I'm surprised they were even let back in the park.

I've never understood why people feel it's their inalienable right to attend a sporting event, get drunk, and act like an idiot. Just like the incredibly drunk Cal fans behind me at the Rose Bowl.

2007-10-21 12:32:51
3.   Mark T.R. Donohue
Yeah, but it has this weird sympathy for them, like... they were nice to the cops, so they should get a break? And then it tries to tie everything to the raise in ticket prices and making weird suggestions about the "common fan" being kept out of playoff games, which is silly... if these guys were such superfans, than they would have 20-game plans like I did and they would be all set for playoff tickets at a fairly reasonable price.
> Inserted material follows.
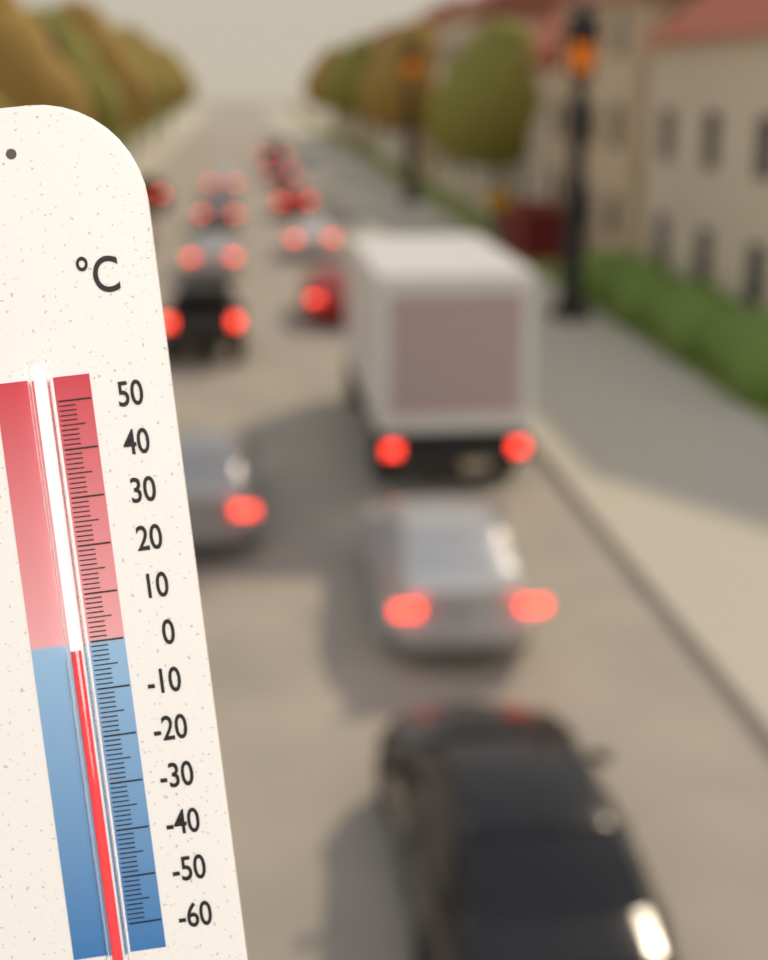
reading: -1 °C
It makes me mad when media of any political affiliation misrepresents the facts to serve an agenda, but your opinions are of course also valid.
2007-10-21 15:21:58
4.   Bob Timmermann
I also wonder if the writer knows that the prices for postseason tickets are set at certain levels by MLB.
2007-10-21 21:10:19
5.   Suffering Bruin
So it is Boston.

I will be rooting very, very hard for the Rockies.

2007-10-21 21:21:47
6.   spudrph
Mark-it's the marriage that matters, not the wedding.

Best of luck for a long, interesting series, but I'm BoSox born and bred, 1978 vintage, so I'm pulling for you to lose.

2007-10-22 05:49:14
7.   Mark T.R. Donohue
4 Almost certainly not. Nobody in Denver besides me and possibly Jamey Carroll knew anything about baseball before September 15th.